Why do we book foreign holidays that go on for too long? I think we fall for three fallacies. First, we think that because a place is far away, we must stay there for a proportionately long time: a minimum of five days if it’s a two-hour flight across Europe, nine days if it’s an eight-hour flight across the Atlantic, three weeks if it’s a ten-hour flight to Asia and six weeks if it’s a 30-hour flight to the Antipodes.
This ‘holiday length in proportion to flight length’ theory is misguided. Just because a flight lasts a few hours longer does not mean that you need to spend days longer at the destination in proportion. You wouldn’t say: ‘I’m only doing the five-hour return journey to Stratford-upon-Avon if the Shakespeare play is five days long.’ It’s quality not quantity that we should travel for.

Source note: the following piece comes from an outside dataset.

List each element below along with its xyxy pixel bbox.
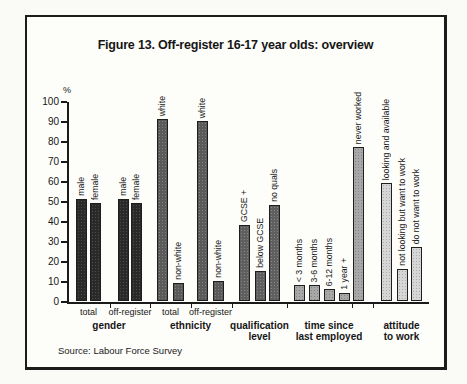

Second fallacy: that if a journey is expensive, we’ll get better value for the money spent on the flight if we stay at the destination for longer. But the question we should be asking is: ‘Will the pleasure I get from the whole holiday be worth the total amount I spend on it?’ And you’ll be spending quite a lot more over those extra days tacked on at the end, during which you’ll continue to haemorrhage money on hotels, restaurants, tips, drinks and entry fees.

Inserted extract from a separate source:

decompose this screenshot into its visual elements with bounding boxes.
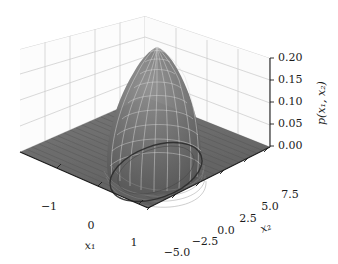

Third fallacy: that you’ll need ‘well over a week’ to ‘recover from the journey’ and ‘immerse yourself’ in the culture of the place, in order fully to understand it and get a feel for the people and their history. In truth, you’ll recover from the journey in a couple of hours, and you’re not going to understand a foreign country unless you live there for at least a year and speak the language fluently.
Of course you want to get a flavour of the place. But you can glean a great deal on the first afternoon. Is it a ‘young’ or an ‘old’ country? Happy or miserable? Strict or laissez-faire? Run by bureaucrats or a mafia? Are the dogs pets or strays? Local fabrics or Arsenal shirts on the washing lines? Balconies or suffocating flats? Family businesses or chain stores? Obsessed with Catholicism or communism? Wrecked architecture or charming local styles? Food not what you expected, or exactly what you expected?

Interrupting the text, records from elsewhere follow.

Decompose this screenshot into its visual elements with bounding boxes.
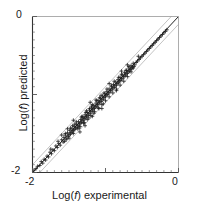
data-point-marker: [49, 147, 53, 151]
x-axis-title-suffix: ) experimental: [77, 189, 147, 201]
data-point-marker: [105, 87, 109, 91]
data-point-marker: [111, 91, 115, 95]
x-axis-title: Log(f) experimental: [0, 189, 199, 201]
data-point-marker: [122, 79, 126, 83]
y-axis-title: Log(f) predicted: [17, 18, 29, 168]
offset-reference-line-0: [33, 9, 179, 165]
y-axis-title-prefix: Log(: [17, 110, 29, 132]
x-axis-title-prefix: Log(: [52, 189, 74, 201]
data-point-marker: [88, 100, 92, 104]
y-axis-title-suffix: ) predicted: [17, 54, 29, 106]
scatter-plot-figure: 0 -2 -2 0 Log(f) experimental Log(f) pre…: [0, 0, 199, 205]
x-axis-tick-label-right: 0: [172, 175, 178, 187]
y-axis-title-symbol: f: [17, 106, 29, 109]
x-axis-tick-label-left: -2: [25, 175, 34, 187]
data-point-marker: [60, 133, 64, 137]
data-point-marker: [56, 139, 60, 143]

You’ll have a good sense of the answer to these fundamental questions within a very short time, and they probably won’t deepen or change much over the next five or seven days. (It’s a similar syndrome to interviewing for a job, or dating: within minutes you get most of what you need to know.)
However beautiful the castles and cloudless the sky, we’re working out how many days there are still to go
Opinions vary, when it comes to the new craze among Gen Z for ‘extreme day trips’, which entail taking a cheap flight to a foreign city for just one day and being back in your own bed that same night. An even more extreme version is flying out in the evening, staying up all night and taking the dawn flight home.
Some oldies may see this trend as typical of young people’s short attention spans, but I see why they’re doing it, and may well follow suit. No luggage, no hotel or Airbnb bill, no pressure to pay for museums or any of the sights, as there isn’t time. As an extreme traveller, you can just wander around for a few hours, ‘get the vibe’, watch the world go by, have a few beers in the square, maybe take a metro to a random suburb to have a look, ‘get some food’ (it’s never ‘have supper’), and then it’s nearly time to go back to the airport.
It sounds utterly draining; but so, in its way, is a too-long holiday. The first glimpse of the M&S Simply Food outlet in the arrivals hall is always a relief.